Biographies of Slain BBG Journalists
Leonid Karas. Karas wrote for the Belarusian language service of RFE/RL. An emigre living in Germany, in September 1954 he was found drowned in suspicious circumstances in the Isar River.
Abdulrachmann (Abo) Fatalibey. Fatalibey worked as chief editor for RFE/RL’s Azeri language service. Fatalibey, 46, was beaten and strangled to death in a Munich apartment. He had a wife and son in the USSR.
Georgi Markov. Markov covered life in Bulgarian intellectual circles for RFE/RL. He was well-known in his native Bulgaria for his “My Talks with Todor Zhivkov” series, based on personal knowledge of the former Communist leader. Markov, 49, died in London in September 1978 after being stabbed in the leg with an umbrella containing the lethal poison ricin. He had a wife and daughter at the time of his death.
Ricardo de Mello. De Mello covered the Angolan Civil War in the 1990s for VOA. He was best known as the founder of Imparcial Fax, a daily news service covering government corruption, sent to subscribers virally via fax. De Mello, 38, was found shot in the head near his Luanda apartment in January 1995. He is survived by his wife.
Iskandar Khatloni. Having worked for RFE/RL since 1996 and the BBC before that, Khatloni covered politically sensitive issues in the former Soviet Union, including work on human rights abuses in Chechnya. He was a distinguished poet, producing four volumes of work. Khatloni, 46, was attacked in his apartment and died later at a Moscow hospital. He left behind a wife and daughter.
Abdul-Hussein Khazal. He reported for Alhurra on issues inside Iraq, including extensive coverage of elections, and previously for Radio Sawa. Khazal was also head of the press service for the Basra city council, editor of a Basra newspaper and a member of the Shia Dawa party. Khazal, 40, and his three-year-old son, were both shot dead in February 2005 as they left their house in Basra.
Ogulsapar Muradova. Based in Ashgabat, Muradova reported on human rights issues in Turkmenistan for RFE/RL. A staunch defender of human rights, she was also a member of the Turkmen Helsinki Federation. In a sweeping campaign by the Turkmen government to crack down on dissidents, Muradova, 58, was arrested in June 2006 and died mysteriously in September of that year. Family members reported seeing marks of torture and a “large wound” on the journalist’s head. She left behind three daughters.
Khamail Muhsin Khalaf. Khalaf covered social and cultural life in Iraq for RFE/RL’s Arabic service. She was a well-known former Iraqi television newscaster who had worked for Iraqi national television since the 1970s and joined RFE/RL shortly after the fall of Saddam Hussein. Khamail disappeared on April 3, 2007. Her body was found two days later, evidently tortured and shot in the head. Fifty years old, she left behind her husband and three daughters.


• **Problem requirements**: Your answer is a copy of every line in the records where "Factory" appears.

Stored dataset items
+++

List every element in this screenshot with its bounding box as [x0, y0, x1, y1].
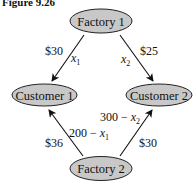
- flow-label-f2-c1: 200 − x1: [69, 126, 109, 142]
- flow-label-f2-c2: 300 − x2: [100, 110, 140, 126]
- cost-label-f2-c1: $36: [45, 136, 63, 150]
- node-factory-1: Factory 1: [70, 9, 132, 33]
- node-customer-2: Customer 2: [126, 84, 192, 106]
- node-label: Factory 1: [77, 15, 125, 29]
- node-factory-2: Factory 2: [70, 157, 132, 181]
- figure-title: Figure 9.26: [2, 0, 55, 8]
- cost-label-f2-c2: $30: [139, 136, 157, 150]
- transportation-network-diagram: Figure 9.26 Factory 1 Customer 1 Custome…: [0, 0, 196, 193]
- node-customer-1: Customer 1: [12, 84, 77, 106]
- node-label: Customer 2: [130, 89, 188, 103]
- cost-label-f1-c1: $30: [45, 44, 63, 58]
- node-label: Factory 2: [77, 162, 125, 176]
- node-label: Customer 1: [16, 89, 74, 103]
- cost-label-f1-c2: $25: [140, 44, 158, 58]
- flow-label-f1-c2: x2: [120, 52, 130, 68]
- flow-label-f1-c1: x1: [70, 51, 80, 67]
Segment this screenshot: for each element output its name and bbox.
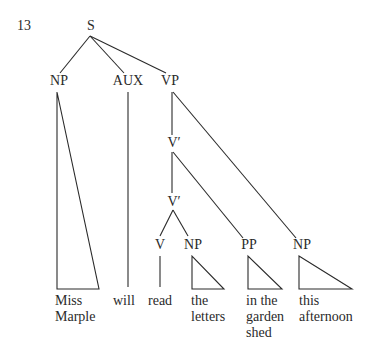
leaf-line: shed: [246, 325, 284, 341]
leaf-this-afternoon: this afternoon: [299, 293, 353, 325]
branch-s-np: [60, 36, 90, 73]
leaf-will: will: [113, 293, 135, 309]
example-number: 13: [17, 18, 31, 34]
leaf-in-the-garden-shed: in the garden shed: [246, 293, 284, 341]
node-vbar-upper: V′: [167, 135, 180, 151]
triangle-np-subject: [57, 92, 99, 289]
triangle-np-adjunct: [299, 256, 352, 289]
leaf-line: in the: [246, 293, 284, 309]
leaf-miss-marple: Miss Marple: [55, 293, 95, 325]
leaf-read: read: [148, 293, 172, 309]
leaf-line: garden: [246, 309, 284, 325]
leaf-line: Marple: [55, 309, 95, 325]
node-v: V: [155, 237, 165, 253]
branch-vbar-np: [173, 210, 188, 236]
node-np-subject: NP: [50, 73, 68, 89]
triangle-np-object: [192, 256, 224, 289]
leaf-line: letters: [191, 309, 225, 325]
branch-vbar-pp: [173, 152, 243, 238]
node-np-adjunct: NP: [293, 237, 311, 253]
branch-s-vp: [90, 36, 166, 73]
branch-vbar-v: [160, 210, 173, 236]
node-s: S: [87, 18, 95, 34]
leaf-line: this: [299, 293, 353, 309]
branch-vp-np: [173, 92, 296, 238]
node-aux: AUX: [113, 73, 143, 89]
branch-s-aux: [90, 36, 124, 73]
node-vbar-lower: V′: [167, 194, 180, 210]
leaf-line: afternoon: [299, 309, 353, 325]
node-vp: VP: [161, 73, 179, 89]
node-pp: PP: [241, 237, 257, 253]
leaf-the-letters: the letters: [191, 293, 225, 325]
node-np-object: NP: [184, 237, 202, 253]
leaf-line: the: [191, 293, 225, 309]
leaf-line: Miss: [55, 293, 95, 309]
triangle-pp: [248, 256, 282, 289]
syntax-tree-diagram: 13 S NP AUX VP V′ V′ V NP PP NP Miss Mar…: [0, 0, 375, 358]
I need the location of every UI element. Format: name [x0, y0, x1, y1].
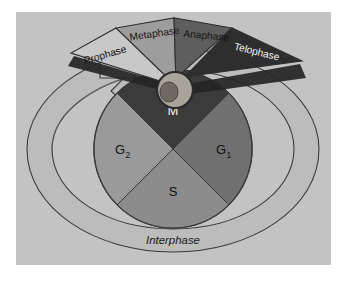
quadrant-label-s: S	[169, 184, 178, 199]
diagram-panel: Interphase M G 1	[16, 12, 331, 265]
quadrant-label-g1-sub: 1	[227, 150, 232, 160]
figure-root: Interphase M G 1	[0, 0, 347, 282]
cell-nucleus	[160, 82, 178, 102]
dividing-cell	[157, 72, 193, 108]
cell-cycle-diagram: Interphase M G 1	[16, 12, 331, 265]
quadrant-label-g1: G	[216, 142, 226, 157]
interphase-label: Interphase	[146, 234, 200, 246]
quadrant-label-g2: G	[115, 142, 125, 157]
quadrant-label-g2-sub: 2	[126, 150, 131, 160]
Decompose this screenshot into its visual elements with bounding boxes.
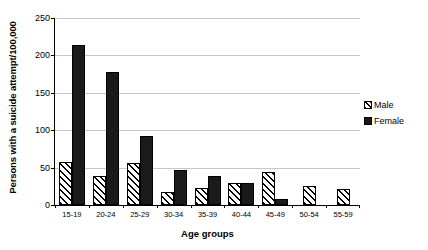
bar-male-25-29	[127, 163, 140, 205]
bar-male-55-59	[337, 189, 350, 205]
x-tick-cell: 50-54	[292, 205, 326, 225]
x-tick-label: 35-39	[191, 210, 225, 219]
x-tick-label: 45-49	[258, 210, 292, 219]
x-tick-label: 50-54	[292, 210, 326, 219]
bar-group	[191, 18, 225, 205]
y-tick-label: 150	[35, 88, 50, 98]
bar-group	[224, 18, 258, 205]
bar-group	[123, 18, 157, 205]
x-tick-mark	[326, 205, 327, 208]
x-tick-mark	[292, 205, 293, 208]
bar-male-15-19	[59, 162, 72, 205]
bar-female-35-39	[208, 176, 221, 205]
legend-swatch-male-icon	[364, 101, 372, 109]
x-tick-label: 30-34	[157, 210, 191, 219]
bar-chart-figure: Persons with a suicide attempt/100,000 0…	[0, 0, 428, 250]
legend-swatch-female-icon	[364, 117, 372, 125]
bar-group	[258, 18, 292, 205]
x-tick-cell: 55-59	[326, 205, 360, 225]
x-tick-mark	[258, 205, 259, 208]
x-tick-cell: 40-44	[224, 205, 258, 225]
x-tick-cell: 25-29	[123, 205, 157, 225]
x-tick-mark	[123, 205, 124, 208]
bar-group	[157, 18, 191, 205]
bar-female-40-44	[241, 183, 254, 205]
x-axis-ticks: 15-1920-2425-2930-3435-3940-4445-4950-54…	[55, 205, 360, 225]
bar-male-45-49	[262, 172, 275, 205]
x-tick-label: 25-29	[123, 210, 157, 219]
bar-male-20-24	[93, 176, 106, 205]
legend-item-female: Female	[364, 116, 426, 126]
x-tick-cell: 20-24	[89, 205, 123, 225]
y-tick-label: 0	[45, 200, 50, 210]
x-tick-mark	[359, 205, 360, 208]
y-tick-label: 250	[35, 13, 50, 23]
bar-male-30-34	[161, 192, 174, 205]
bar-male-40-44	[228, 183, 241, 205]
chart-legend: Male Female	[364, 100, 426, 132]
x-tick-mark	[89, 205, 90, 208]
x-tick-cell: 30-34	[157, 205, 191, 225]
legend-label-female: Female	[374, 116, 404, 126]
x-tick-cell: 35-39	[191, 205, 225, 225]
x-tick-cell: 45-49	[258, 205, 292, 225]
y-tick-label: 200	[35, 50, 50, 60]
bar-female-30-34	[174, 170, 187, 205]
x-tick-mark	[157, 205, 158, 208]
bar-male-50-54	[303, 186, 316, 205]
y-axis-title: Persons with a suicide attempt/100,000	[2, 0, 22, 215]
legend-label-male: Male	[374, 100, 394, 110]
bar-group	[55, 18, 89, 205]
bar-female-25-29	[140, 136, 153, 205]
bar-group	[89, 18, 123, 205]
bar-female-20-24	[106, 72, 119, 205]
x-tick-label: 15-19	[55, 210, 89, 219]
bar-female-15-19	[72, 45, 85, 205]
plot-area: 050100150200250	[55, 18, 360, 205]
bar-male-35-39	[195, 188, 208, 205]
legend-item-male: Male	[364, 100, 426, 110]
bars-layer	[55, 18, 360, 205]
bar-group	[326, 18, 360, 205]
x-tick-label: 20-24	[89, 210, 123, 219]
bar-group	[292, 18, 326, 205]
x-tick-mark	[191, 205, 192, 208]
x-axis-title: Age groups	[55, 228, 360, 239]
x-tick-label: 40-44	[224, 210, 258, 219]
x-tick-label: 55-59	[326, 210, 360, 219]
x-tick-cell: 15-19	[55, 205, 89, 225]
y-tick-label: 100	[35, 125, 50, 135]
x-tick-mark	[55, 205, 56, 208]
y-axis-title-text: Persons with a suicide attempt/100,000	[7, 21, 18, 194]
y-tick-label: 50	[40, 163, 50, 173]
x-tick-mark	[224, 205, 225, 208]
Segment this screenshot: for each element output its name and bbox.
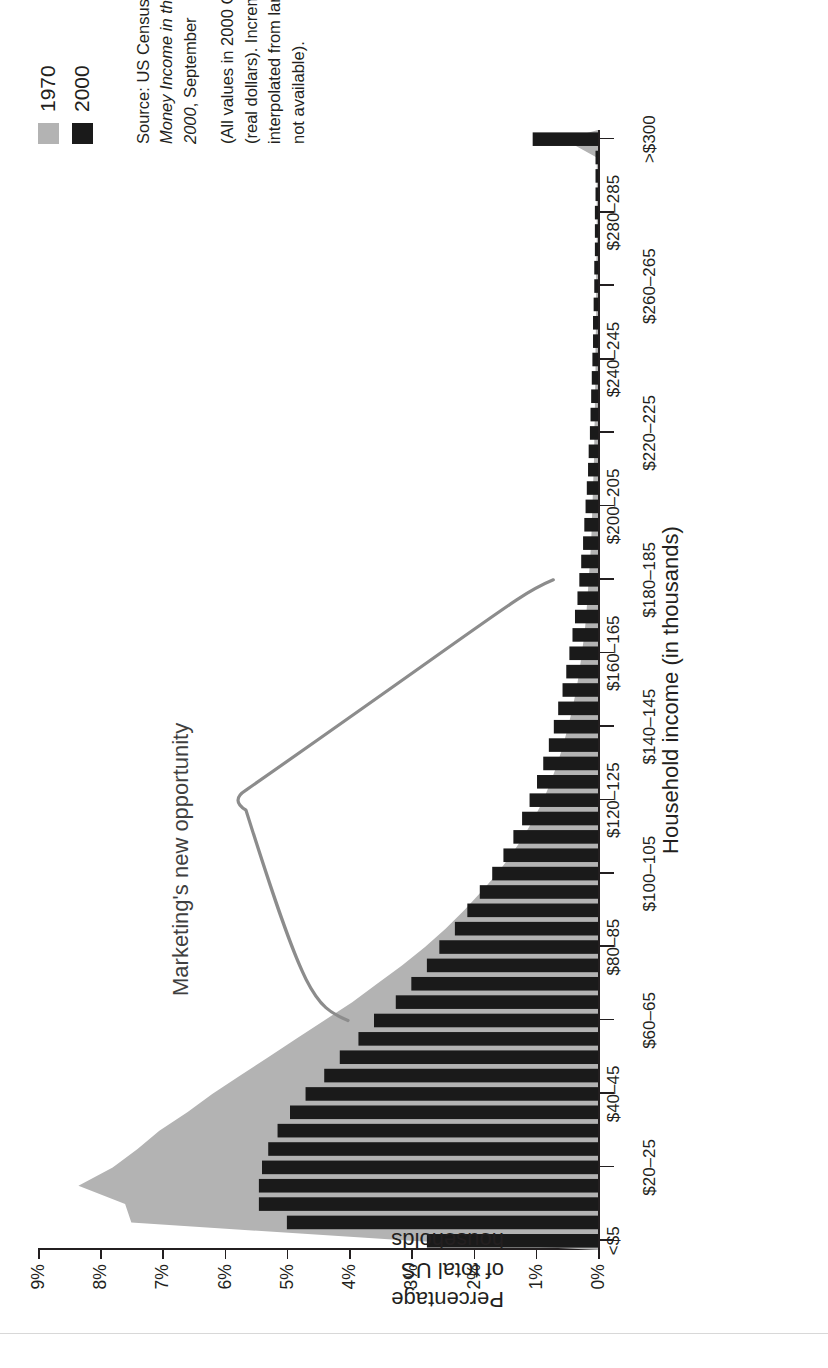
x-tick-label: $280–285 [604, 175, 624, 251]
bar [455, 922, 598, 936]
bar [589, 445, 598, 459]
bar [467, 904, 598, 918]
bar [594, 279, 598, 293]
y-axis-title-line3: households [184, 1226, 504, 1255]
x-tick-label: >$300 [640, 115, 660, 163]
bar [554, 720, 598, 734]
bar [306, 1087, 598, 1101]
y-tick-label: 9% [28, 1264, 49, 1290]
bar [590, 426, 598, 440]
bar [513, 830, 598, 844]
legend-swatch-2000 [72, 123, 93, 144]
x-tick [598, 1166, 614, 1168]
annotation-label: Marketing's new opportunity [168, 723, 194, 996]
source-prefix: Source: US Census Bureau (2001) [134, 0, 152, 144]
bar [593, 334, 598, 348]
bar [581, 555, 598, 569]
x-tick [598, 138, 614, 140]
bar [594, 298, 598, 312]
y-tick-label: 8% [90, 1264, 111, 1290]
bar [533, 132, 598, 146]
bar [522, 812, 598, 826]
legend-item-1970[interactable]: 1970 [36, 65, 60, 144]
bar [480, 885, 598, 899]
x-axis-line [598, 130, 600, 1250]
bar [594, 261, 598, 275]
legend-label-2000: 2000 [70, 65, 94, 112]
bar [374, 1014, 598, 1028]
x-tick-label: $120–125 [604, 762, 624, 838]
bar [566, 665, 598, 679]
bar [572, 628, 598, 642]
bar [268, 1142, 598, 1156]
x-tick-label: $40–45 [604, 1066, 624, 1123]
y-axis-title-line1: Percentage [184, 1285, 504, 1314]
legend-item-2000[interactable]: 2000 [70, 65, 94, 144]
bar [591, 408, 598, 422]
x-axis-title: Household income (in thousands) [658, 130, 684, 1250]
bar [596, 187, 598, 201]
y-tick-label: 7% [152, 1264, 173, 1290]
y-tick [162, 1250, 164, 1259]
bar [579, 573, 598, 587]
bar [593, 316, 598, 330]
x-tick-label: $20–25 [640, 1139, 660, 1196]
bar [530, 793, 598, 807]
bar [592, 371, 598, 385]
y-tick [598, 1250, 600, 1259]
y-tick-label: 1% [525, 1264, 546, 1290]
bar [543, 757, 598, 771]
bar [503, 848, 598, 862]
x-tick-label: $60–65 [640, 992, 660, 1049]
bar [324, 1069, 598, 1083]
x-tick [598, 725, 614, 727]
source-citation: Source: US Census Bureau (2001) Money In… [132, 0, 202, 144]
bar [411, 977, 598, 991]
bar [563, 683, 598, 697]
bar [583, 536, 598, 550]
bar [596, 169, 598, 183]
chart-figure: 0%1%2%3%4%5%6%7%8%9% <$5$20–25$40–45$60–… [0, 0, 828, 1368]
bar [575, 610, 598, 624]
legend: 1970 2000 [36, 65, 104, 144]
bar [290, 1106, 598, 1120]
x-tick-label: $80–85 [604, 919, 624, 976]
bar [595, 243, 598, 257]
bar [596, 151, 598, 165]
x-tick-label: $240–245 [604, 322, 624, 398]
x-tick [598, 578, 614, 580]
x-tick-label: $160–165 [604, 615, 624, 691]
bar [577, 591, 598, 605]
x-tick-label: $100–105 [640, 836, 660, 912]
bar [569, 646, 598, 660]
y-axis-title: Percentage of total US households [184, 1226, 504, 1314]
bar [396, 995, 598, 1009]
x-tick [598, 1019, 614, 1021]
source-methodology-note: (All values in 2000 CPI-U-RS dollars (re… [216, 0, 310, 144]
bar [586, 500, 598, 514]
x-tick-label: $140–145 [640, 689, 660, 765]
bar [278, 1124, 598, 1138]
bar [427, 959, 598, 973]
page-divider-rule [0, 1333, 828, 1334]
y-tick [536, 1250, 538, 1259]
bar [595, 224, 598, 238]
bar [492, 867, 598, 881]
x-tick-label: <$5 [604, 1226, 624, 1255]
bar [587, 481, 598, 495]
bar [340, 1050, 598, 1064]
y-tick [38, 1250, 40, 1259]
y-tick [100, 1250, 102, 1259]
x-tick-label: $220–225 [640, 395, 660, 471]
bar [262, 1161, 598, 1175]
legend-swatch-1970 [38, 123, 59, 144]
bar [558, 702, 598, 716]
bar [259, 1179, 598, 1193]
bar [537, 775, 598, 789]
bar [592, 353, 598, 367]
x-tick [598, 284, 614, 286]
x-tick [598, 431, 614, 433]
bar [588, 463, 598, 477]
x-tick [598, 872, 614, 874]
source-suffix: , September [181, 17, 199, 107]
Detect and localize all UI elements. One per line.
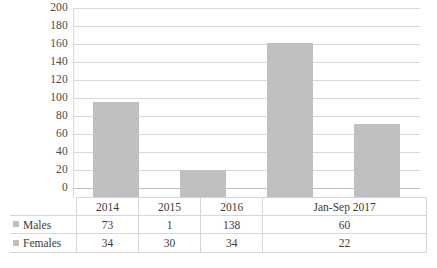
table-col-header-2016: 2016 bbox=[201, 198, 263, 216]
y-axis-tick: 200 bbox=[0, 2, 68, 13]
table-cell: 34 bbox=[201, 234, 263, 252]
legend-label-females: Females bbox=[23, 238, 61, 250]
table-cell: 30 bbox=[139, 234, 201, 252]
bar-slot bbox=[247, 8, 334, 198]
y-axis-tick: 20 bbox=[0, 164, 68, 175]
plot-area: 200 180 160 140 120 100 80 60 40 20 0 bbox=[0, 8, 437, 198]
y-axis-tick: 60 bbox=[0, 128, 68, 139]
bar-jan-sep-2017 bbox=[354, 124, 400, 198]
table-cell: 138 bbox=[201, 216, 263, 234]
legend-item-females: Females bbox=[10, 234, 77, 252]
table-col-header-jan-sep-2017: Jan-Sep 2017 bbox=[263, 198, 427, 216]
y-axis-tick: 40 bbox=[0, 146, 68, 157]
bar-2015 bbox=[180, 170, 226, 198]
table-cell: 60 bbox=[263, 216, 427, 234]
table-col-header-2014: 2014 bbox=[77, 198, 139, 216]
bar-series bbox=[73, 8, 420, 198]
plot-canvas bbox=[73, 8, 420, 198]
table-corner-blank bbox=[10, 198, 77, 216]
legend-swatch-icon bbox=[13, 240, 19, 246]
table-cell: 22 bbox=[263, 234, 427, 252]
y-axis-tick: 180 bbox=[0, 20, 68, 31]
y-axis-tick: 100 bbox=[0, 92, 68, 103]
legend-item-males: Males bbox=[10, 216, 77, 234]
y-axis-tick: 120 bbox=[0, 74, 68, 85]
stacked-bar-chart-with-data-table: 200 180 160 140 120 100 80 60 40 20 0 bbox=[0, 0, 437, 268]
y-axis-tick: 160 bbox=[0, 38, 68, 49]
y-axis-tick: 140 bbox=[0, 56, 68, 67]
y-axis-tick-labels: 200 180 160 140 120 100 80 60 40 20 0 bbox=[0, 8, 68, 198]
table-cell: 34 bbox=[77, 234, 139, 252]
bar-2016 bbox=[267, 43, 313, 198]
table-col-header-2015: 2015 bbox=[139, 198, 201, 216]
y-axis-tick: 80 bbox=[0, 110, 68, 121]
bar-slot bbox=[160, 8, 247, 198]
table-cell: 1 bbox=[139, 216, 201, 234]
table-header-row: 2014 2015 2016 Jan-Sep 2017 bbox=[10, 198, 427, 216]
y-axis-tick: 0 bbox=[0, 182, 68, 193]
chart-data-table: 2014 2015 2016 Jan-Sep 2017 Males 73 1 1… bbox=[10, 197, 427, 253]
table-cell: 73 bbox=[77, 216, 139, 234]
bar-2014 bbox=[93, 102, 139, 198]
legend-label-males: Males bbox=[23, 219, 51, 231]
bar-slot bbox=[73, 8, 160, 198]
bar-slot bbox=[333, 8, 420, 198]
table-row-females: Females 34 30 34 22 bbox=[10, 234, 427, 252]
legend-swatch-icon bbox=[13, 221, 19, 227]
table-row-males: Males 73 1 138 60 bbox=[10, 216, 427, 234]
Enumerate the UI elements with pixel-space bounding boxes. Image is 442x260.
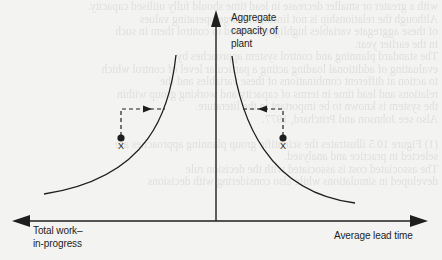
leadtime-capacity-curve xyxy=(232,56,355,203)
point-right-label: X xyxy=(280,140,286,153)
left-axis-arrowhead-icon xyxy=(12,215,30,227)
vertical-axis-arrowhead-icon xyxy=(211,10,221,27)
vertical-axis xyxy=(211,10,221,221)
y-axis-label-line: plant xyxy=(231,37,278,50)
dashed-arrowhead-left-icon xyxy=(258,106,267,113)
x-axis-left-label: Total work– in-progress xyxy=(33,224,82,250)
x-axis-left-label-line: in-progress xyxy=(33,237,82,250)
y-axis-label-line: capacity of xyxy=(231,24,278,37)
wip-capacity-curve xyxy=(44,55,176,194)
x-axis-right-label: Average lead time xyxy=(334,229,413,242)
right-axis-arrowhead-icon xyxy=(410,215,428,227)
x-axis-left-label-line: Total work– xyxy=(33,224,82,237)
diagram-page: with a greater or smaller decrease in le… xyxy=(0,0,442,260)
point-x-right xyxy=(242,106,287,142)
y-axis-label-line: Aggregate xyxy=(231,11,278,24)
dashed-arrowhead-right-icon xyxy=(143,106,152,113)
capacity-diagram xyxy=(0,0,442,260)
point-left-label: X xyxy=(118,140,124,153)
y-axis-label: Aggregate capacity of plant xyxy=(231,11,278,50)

+++

• **Written answer**:
- node-factory-1: Factory 1: [70, 9, 132, 33]
- node-label: Factory 1: [77, 15, 125, 29]
- node-factory-2: Factory 2: [70, 157, 132, 181]
- transportation-network-diagram: Figure 9.26 Factory 1 Customer 1 Custome…: [0, 0, 196, 193]
- node-label: Factory 2: [77, 162, 125, 176]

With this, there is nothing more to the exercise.